Why will UK law follow GDPR?
The decision for the UK to abide by GDPR, while removing itself from the legal framework of the EU, is not so much a political issue as a practical one.
GDPR prohibits the transfer of personal data to a non-EU country if that country isn’t deemed to have “an adequate level of data protection”. Only by matching GDPR conditions can Britain ensure that data — and the money it brings for British companies — continues to flow between it and the EU.
GDPR rules also apply to any organisation, inside or outside the EU, that holds or uses any European personal data. This means that any company holding information on European customers has to obtain explicit and informed consent for that data. Users must also be provided with a way to revoke that data, or to see all the data that a company holds on them.
Not have GDPR-level data compliance means Britain would be shut out of a market with more than 500 million consumers. Alternatively, a company seeking out those consumers while not being offering adequate data protection would be at risks of fines from the EU of up to €20 million, or 4% of global revenue.

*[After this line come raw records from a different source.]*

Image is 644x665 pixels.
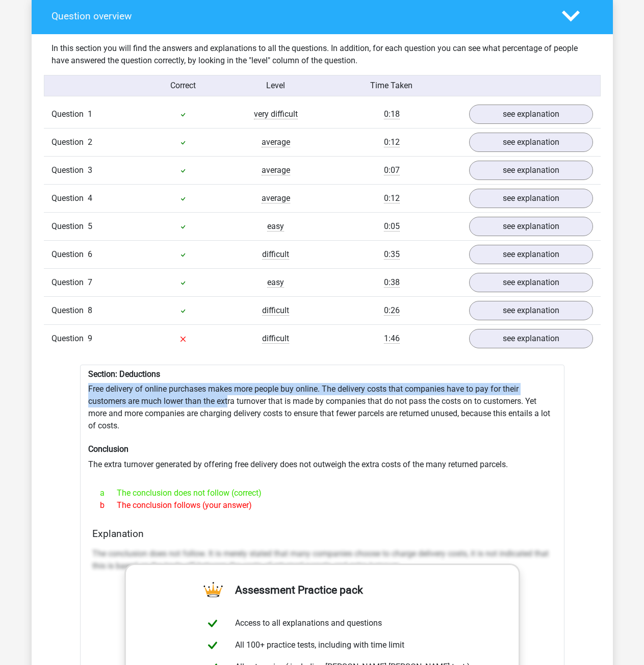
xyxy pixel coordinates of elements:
span: Question [52,136,88,148]
span: 1 [88,109,93,118]
span: average [261,193,290,204]
div: Correct [137,80,229,92]
span: Question [52,304,88,317]
span: Question [52,108,88,120]
span: 1:46 [384,334,400,344]
div: Level [229,80,322,92]
a: see explanation [469,133,593,152]
span: 9 [88,334,93,343]
span: easy [267,221,284,231]
span: Question [52,192,88,204]
a: see explanation [469,105,593,124]
a: see explanation [469,273,593,292]
a: see explanation [469,244,593,264]
div: Time Taken [322,80,461,92]
div: The conclusion follows (your answer) [93,499,552,511]
span: 7 [88,277,93,287]
span: b [100,499,116,511]
a: see explanation [469,161,593,180]
a: see explanation [469,301,593,320]
span: Question [52,164,88,176]
span: 0:35 [384,249,400,259]
span: Question [52,221,88,232]
span: difficult [262,249,289,259]
span: a [100,487,116,499]
a: see explanation [469,216,593,236]
span: difficult [262,334,289,344]
a: see explanation [469,329,593,348]
span: very difficult [254,109,297,119]
span: Question [52,248,88,261]
div: The conclusion does not follow (correct) [93,487,552,499]
span: 0:12 [384,137,400,147]
span: average [261,165,290,176]
span: 3 [88,165,93,175]
div: In this section you will find the answers and explanations to all the questions. In addition, for... [44,42,600,67]
h4: Question overview [52,10,547,22]
span: Question [52,332,88,344]
span: 0:26 [384,306,400,316]
span: 0:18 [384,109,400,119]
a: see explanation [469,189,593,208]
h6: Conclusion [88,444,556,453]
span: 0:07 [384,165,400,176]
span: easy [267,277,284,287]
p: The conclusion does not follow. It is merely stated that many companies choose to charge delivery... [93,547,552,572]
span: 0:05 [384,221,400,231]
span: difficult [262,306,289,316]
span: 0:12 [384,193,400,204]
span: average [261,137,290,147]
h4: Explanation [93,528,552,539]
span: 0:38 [384,277,400,287]
span: 2 [88,137,93,147]
span: Question [52,276,88,289]
span: 4 [88,193,93,203]
span: 5 [88,221,93,231]
h6: Section: Deductions [88,369,556,378]
span: 6 [88,249,93,259]
span: 8 [88,306,93,315]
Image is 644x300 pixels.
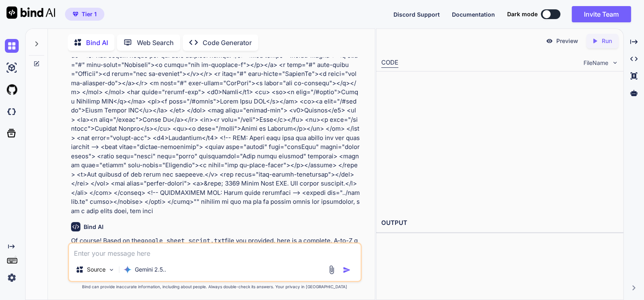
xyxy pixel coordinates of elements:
p: Gemini 2.5.. [135,265,166,273]
p: Run [602,37,612,45]
img: Gemini 2.5 Pro [124,265,132,273]
p: Preview [556,37,578,45]
p: Bind AI [86,38,108,48]
p: Web Search [137,38,174,48]
p: Bind can provide inaccurate information, including about people. Always double-check its answers.... [68,284,362,290]
img: Pick Models [108,266,115,273]
span: FileName [584,59,608,67]
p: Of course! Based on the file you provided, here is a complete, A-to-Z guide on how to set up your... [71,236,360,264]
span: Dark mode [507,10,537,19]
img: premium [73,12,78,16]
img: icon [343,266,351,274]
img: attachment [327,265,336,274]
span: Discord Support [394,11,440,18]
span: Documentation [452,11,495,18]
button: Invite Team [572,6,631,22]
button: premiumTier 1 [65,7,104,21]
h2: OUTPUT [376,214,623,232]
img: chevron down [612,60,619,66]
img: darkCloudIdeIcon [5,105,19,118]
img: chat [5,39,19,53]
img: preview [546,37,553,45]
button: Documentation [452,10,495,19]
p: Source [87,265,106,273]
div: CODE [382,58,398,68]
h6: Bind AI [83,223,104,231]
span: Tier 1 [82,10,97,19]
img: ai-studio [5,61,19,74]
p: Code Generator [203,38,252,48]
code: google sheet script.txt [141,237,225,245]
img: settings [5,270,19,284]
img: Bind AI [7,7,55,19]
img: githubLight [5,83,19,97]
button: Discord Support [394,10,440,19]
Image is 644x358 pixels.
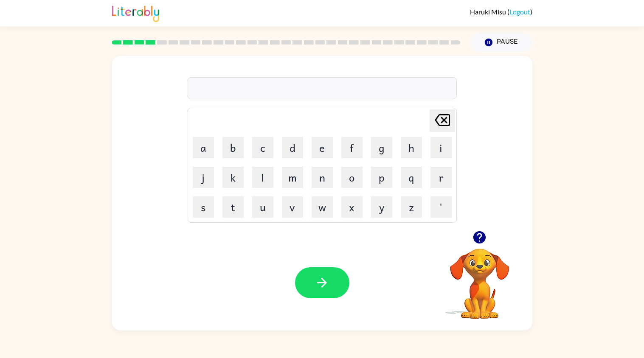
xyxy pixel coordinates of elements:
button: h [401,137,422,158]
button: a [193,137,214,158]
button: r [430,167,452,188]
button: t [223,197,244,218]
button: v [282,197,304,218]
button: ' [430,197,452,218]
button: q [401,167,422,188]
button: l [252,167,274,188]
button: k [223,167,244,188]
button: d [282,137,304,158]
img: Literably [112,3,159,22]
button: b [223,137,244,158]
button: j [193,167,214,188]
button: c [252,137,274,158]
button: z [401,197,422,218]
button: y [371,197,393,218]
a: Logout [509,8,530,16]
button: m [282,167,304,188]
button: i [430,137,452,158]
button: p [371,167,393,188]
span: Haruki Misu [470,8,507,16]
button: f [341,137,363,158]
button: Pause [471,33,533,52]
button: u [252,197,274,218]
button: o [341,167,363,188]
button: e [312,137,333,158]
video: Your browser must support playing .mp4 files to use Literably. Please try using another browser. [437,235,522,320]
div: ( ) [470,8,533,16]
button: x [341,197,363,218]
button: s [193,197,214,218]
button: w [312,197,333,218]
button: g [371,137,393,158]
button: n [312,167,333,188]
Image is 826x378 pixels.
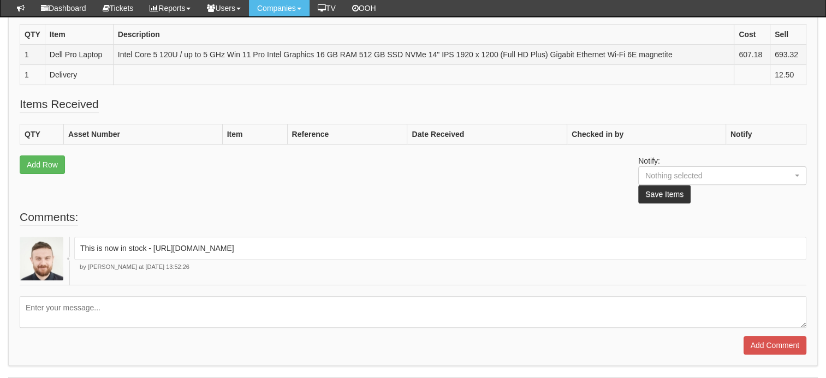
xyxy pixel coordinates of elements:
[638,185,691,204] button: Save Items
[734,25,770,45] th: Cost
[770,25,806,45] th: Sell
[222,124,287,145] th: Item
[726,124,806,145] th: Notify
[20,45,45,65] td: 1
[734,45,770,65] td: 607.18
[45,45,113,65] td: Dell Pro Laptop
[45,25,113,45] th: Item
[770,65,806,85] td: 12.50
[287,124,407,145] th: Reference
[645,170,779,181] div: Nothing selected
[407,124,567,145] th: Date Received
[20,237,63,281] img: Brad Guiness
[638,156,806,204] p: Notify:
[113,25,734,45] th: Description
[770,45,806,65] td: 693.32
[20,25,45,45] th: QTY
[20,124,64,145] th: QTY
[45,65,113,85] td: Delivery
[744,336,806,355] input: Add Comment
[64,124,223,145] th: Asset Number
[567,124,726,145] th: Checked in by
[80,243,800,254] p: This is now in stock - [URL][DOMAIN_NAME]
[20,156,65,174] a: Add Row
[20,209,78,226] legend: Comments:
[20,65,45,85] td: 1
[638,167,806,185] button: Nothing selected
[113,45,734,65] td: Intel Core 5 120U / up to 5 GHz Win 11 Pro Intel Graphics 16 GB RAM 512 GB SSD NVMe 14" IPS 1920 ...
[74,263,806,272] p: by [PERSON_NAME] at [DATE] 13:52:26
[20,96,99,113] legend: Items Received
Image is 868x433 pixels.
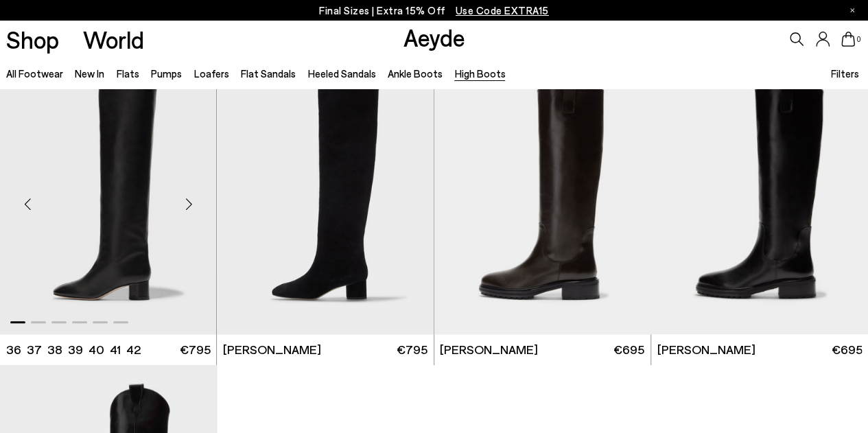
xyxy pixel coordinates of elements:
a: Ankle Boots [388,67,443,79]
li: 36 [6,341,21,358]
a: Flat Sandals [241,67,296,79]
div: Next slide [168,183,209,224]
a: High Boots [455,67,505,79]
a: World [83,28,144,52]
a: New In [75,67,105,79]
a: All Footwear [6,67,63,79]
li: 39 [68,341,83,358]
div: 1 / 6 [434,63,651,335]
a: Next slide Previous slide [217,63,433,335]
a: 0 [841,31,855,46]
li: 37 [27,341,42,358]
a: [PERSON_NAME] €695 [651,334,868,365]
img: Henry Knee-High Boots [651,63,868,335]
span: €795 [179,341,211,358]
span: [PERSON_NAME] [440,341,538,358]
span: [PERSON_NAME] [223,341,321,358]
div: Previous slide [7,183,48,224]
span: Navigate to /collections/ss25-final-sizes [455,4,549,16]
a: Pumps [151,67,182,79]
ul: variant [6,341,137,358]
span: [PERSON_NAME] [656,341,755,358]
div: 1 / 6 [217,63,434,335]
img: Willa Suede Over-Knee Boots [217,63,434,335]
span: Filters [831,67,859,79]
a: Heeled Sandals [307,67,375,79]
a: Loafers [194,67,230,79]
a: Flats [117,67,139,79]
a: [PERSON_NAME] €695 [434,334,650,365]
img: Henry Knee-High Boots [434,63,651,335]
span: €695 [614,341,644,358]
a: [PERSON_NAME] €795 [217,334,433,365]
li: 38 [47,341,63,358]
li: 41 [110,341,121,358]
a: Next slide Previous slide [434,63,650,335]
span: 0 [855,36,862,43]
li: 42 [126,341,141,358]
li: 40 [88,341,105,358]
a: Aeyde [403,22,464,52]
a: Shop [6,28,59,52]
span: €795 [397,341,428,358]
p: Final Sizes | Extra 15% Off [319,2,549,19]
span: €695 [831,341,862,358]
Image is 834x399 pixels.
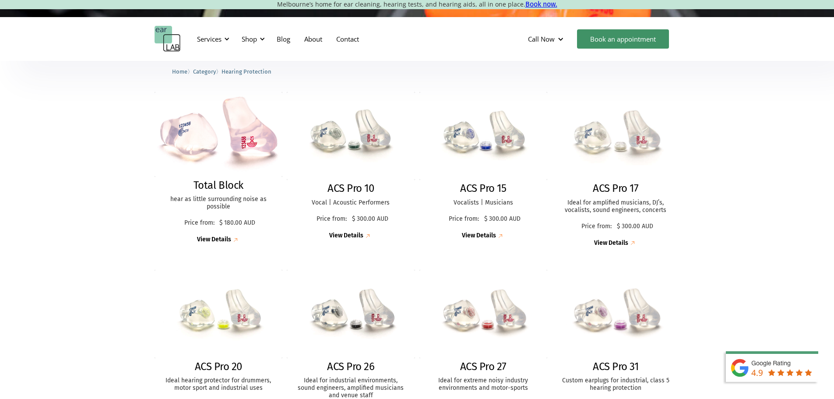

Elizabeth Denham is the UK’s Information Commissioner. Writing about GDPR and the 2018 Data Protection Act, she said:
The new Act updates data protection laws in the UK, and sits alongside the General Data Protection Regulation (GDPR)…The Act implements the EU Law Enforcement Directive, as well as extending domestic data protection laws to areas which are not covered by the GDPR.
The UK’s growing digital economy relies on consumer trust to make it work. The Act, along with the GDPR provides a modernised, comprehensive package to protect people’s personal data in order to build that trust.